You achieved the goal, but are teaching the dog bad habits. Rather than controlling the dog and giving his medicine through peanut butter or a treat, you have taught him to beg for food that is not his and immediately eat food off of the floor. My dogs (x4) know that if food falls on the floor, it is mine till I give it to them.
I've noticed there are 3 general types of dog owners.
-The ones that consider it a furry little slave, which has to unconditionally obey everything they say and show no impulse or initiative to do anything on its' own.
-The ones that consider it their baby, which shouldn't have any self-control or manners whatsoever and has basically turned its' owners into its' little bitches.
-The ones that consider it a part of the family and try to avoid the extremes, which leads to the other two groups calling them idiots.
I dont consider them slaves. I consider them children (not like a baby). They have the demeanor and personalities of children quite often. BUT children must be obedient, so exercising control on their negative behaviors prevents them from reinforcing it to the point it is annoying.
With my four dogs, we treat them ALL as if they were family because we love them, but that doesnt mean we let them beg for food, or eat food off of the floor (because that can start fights between them). We manage them so they are not unruly and out of control. But we play with them, and snuggle with them, and love them.
Dogs also are programmed with a pack mentality. Being descendants of wolves, they naturally see their family as their pack. Being the Alpha means you are in control because you dictate their behaviors and correct that which are wrong, as a wild Alpha wolf would do when a underling acts out of line, it prevents bad habits from forming. Just because you use this animalistic dominance approach doesnt mean that you are treating them like your slave. It means that if I take them on a walk, they dont dash away from me at the first sign of freedom, that they will always be in control when we have guests in the house, and they will be in control when they are around each other.
We have a large mix of dogs with a German Shepard mix, a Labrador, a Boxer-Lab mix, and a Boston Terrier. We have to make sure they dont kill the Boston while the bigger dogs are playing so we have to have some precautions. But our dogs love us. They sit in the sofa and chairs with us. They snuggle up at night with us. They are big sweet girls. All I would compare our discipline to is that of a parent offering "proper" discipline to a child. We dont beat our dogs, we dont send mixed signals to them, they know the boundaries that we have set for them, and they follow them while maintaining their sweet dispositions.
We are avid dog lovers, and so exercise proper control. It may not be a big problem if a wiener dog is aggressive over some food or maybe when guests walk in through the door, I have 3 big dogs and one pint sized dog, so I dont want my dogs acting in any uncontrollable way that could result in someone getting bit.
Its a lack of control on your part. If you allow that kind of freedom with your dog, dont be surprised when they are impulsive and act on their own. If they look for your permission to eat anything off the ground, they acknowledge your dominance and will be more responsive to your commands. It depends on how much you want your dogs to listen to you, but I think most owners would want obedient dogs.
Nah bro, my dogs sit when I tell them to, stays when I tell them to, 1 gives kisses when told to, my other dog can also fist bump, and on top of all that they clean my floors with out me asking. They do more work than my room mate.
Well, eventually the dog will learn better. Assuming that medicine tastes like most medicine does. If consistently told not to do something, and disobedience ends up with something that tastes like chalk, the dog won't want to keep disobeying.
It's clever the first time, but reverse psychology isn't consistently effective on an animal that has been bred and domesticated specifically for obedience. The dog could have quite easily been trained to respond like this, and it's all a well rehearsed act.
Negative reinforcement can be pretty effective, but that won't get the dog to take his pills. Might stop the dog from begging for strange foods, but it takes some better training to keep a dog away from stronger smelling foods it's familiar with.
Dogs are pretty situational, they don't think begging is bad to begin with, and No is something that needs to be enforced with every evocation, or it has no power. The word is remembered second (if at all), facial expression and tone is what they'll pick up first. Half-hearted and lazily saying no to a dog, with only a hint of disappointment isn't commanding. All the dog is learning here is that medicine tastes like **** , not that every single food off the ground or begged for is bad. If you consistently eat foods that the dog doesn't like, they'll still question whether or not that steak or pizza pocket they're smelling is goddamned delicious.
If the dog wasn't specifically trained to react that way, it's not unlikely they'd have spat up the pill, if they took any time to taste it rather than just swallow it.
Reverse psychology works best on people or animals that don't have a desire to please and obey. It's much more effective to teach a dog to take their medicine, because it's something that you want, rather than trying to trick them that it's something they want. Hiding medicine in other foods is just the easiest method, that kind of deception works on anything.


* **Task prompt**
The records below are to be copied exactly, with every picture left out.

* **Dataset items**
━━━━━━━━━━━━━━━━━━━━━━━━━━━━━━

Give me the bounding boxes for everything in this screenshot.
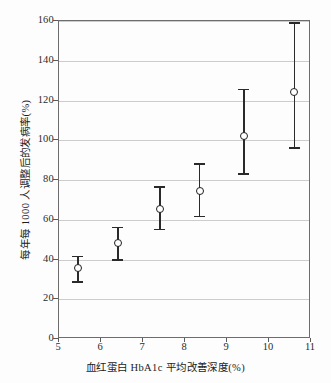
y-tick-label: 60 — [8, 214, 54, 225]
data-marker — [74, 264, 82, 272]
gridline — [59, 220, 309, 221]
errorbar-cap-upper — [112, 227, 123, 229]
errorbar-cap-upper — [72, 256, 83, 258]
x-tick-mark — [58, 338, 59, 342]
data-marker — [196, 187, 204, 195]
y-tick-label: 160 — [8, 15, 54, 26]
y-tick-label: 140 — [8, 55, 54, 66]
errorbar-line — [243, 89, 244, 173]
y-tick-label: 40 — [8, 254, 54, 265]
y-tick-label: 80 — [8, 174, 54, 185]
x-tick-label: 7 — [127, 342, 157, 353]
x-tick-label: 5 — [43, 342, 73, 353]
errorbar-cap-lower — [289, 147, 300, 149]
x-tick-mark — [100, 338, 101, 342]
gridline — [59, 260, 309, 261]
plot-area — [58, 20, 310, 338]
data-marker — [114, 239, 122, 247]
x-tick-label: 10 — [253, 342, 283, 353]
data-point-errorbar — [68, 254, 88, 284]
errorbar-cap-lower — [154, 229, 165, 231]
x-tick-mark — [310, 338, 311, 342]
data-point-errorbar — [234, 87, 254, 175]
x-tick-mark — [226, 338, 227, 342]
x-tick-label: 6 — [85, 342, 115, 353]
data-marker — [156, 205, 164, 213]
data-marker — [290, 88, 298, 96]
x-tick-mark — [184, 338, 185, 342]
data-point-errorbar — [150, 184, 170, 231]
gridline — [59, 180, 309, 181]
x-tick-mark — [142, 338, 143, 342]
gridline — [59, 140, 309, 141]
errorbar-cap-upper — [194, 163, 205, 165]
chart-figure: 每年每 1000 人调整后的发病率(%) 0204060801001201401… — [0, 0, 331, 383]
data-point-errorbar — [284, 20, 304, 149]
x-tick-label: 8 — [169, 342, 199, 353]
errorbar-cap-lower — [72, 281, 83, 283]
errorbar-cap-upper — [154, 186, 165, 188]
gridline — [59, 61, 309, 62]
errorbar-cap-upper — [289, 22, 300, 24]
gridline — [59, 21, 309, 22]
x-tick-label: 9 — [211, 342, 241, 353]
x-tick-mark — [268, 338, 269, 342]
gridline — [59, 299, 309, 300]
errorbar-cap-lower — [238, 173, 249, 175]
x-axis-title: 血红蛋白 HbA1c 平均改善深度(%) — [0, 359, 331, 374]
y-tick-label: 100 — [8, 134, 54, 145]
errorbar-cap-lower — [112, 259, 123, 261]
errorbar-line — [294, 22, 295, 147]
gridline — [59, 101, 309, 102]
data-point-errorbar — [108, 225, 128, 262]
y-tick-label: 20 — [8, 293, 54, 304]
errorbar-cap-lower — [194, 216, 205, 218]
data-marker — [240, 132, 248, 140]
x-tick-label: 11 — [295, 342, 325, 353]
data-point-errorbar — [190, 161, 210, 218]
y-tick-label: 120 — [8, 95, 54, 106]
errorbar-cap-upper — [238, 89, 249, 91]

━━━━━━━━━━━━━━━━━━━━━━━━━━━━━━

* **Task response**
Give me the bounding boxes for everything in this screenshot.
y-tick-label: 60 — [8, 214, 54, 225]
data-marker — [74, 264, 82, 272]
gridline — [59, 220, 309, 221]
errorbar-cap-upper — [112, 227, 123, 229]
errorbar-cap-upper — [72, 256, 83, 258]
x-tick-mark — [58, 338, 59, 342]
data-marker — [196, 187, 204, 195]
y-tick-label: 160 — [8, 15, 54, 26]
y-tick-label: 140 — [8, 55, 54, 66]
errorbar-line — [243, 89, 244, 173]
y-tick-label: 40 — [8, 254, 54, 265]
y-tick-label: 80 — [8, 174, 54, 185]
x-tick-label: 7 — [127, 342, 157, 353]
x-tick-label: 5 — [43, 342, 73, 353]
errorbar-cap-lower — [289, 147, 300, 149]
x-tick-mark — [100, 338, 101, 342]
gridline — [59, 260, 309, 261]
plot-area — [58, 20, 310, 338]
data-marker — [114, 239, 122, 247]
x-tick-label: 10 — [253, 342, 283, 353]
data-point-errorbar — [68, 254, 88, 284]
errorbar-cap-lower — [154, 229, 165, 231]
x-tick-mark — [310, 338, 311, 342]
data-point-errorbar — [234, 87, 254, 175]
x-tick-mark — [226, 338, 227, 342]
x-tick-label: 6 — [85, 342, 115, 353]
data-marker — [156, 205, 164, 213]
data-marker — [290, 88, 298, 96]
x-tick-mark — [184, 338, 185, 342]
data-point-errorbar — [150, 184, 170, 231]
gridline — [59, 180, 309, 181]
x-tick-mark — [142, 338, 143, 342]
gridline — [59, 140, 309, 141]
errorbar-cap-upper — [194, 163, 205, 165]
chart-figure: 每年每 1000 人调整后的发病率(%) 0204060801001201401… — [0, 0, 331, 383]
data-point-errorbar — [284, 20, 304, 149]
x-tick-label: 8 — [169, 342, 199, 353]
errorbar-cap-lower — [72, 281, 83, 283]
errorbar-cap-upper — [154, 186, 165, 188]
gridline — [59, 61, 309, 62]
errorbar-cap-upper — [289, 22, 300, 24]
gridline — [59, 21, 309, 22]
x-tick-label: 9 — [211, 342, 241, 353]
x-tick-mark — [268, 338, 269, 342]
gridline — [59, 299, 309, 300]
errorbar-cap-lower — [238, 173, 249, 175]
x-axis-title: 血红蛋白 HbA1c 平均改善深度(%) — [0, 359, 331, 374]
y-tick-label: 100 — [8, 134, 54, 145]
errorbar-cap-lower — [112, 259, 123, 261]
errorbar-line — [294, 22, 295, 147]
gridline — [59, 101, 309, 102]
data-point-errorbar — [108, 225, 128, 262]
y-tick-label: 20 — [8, 293, 54, 304]
errorbar-cap-lower — [194, 216, 205, 218]
data-marker — [240, 132, 248, 140]
x-tick-label: 11 — [295, 342, 325, 353]
data-point-errorbar — [190, 161, 210, 218]
y-tick-label: 120 — [8, 95, 54, 106]
errorbar-cap-upper — [238, 89, 249, 91]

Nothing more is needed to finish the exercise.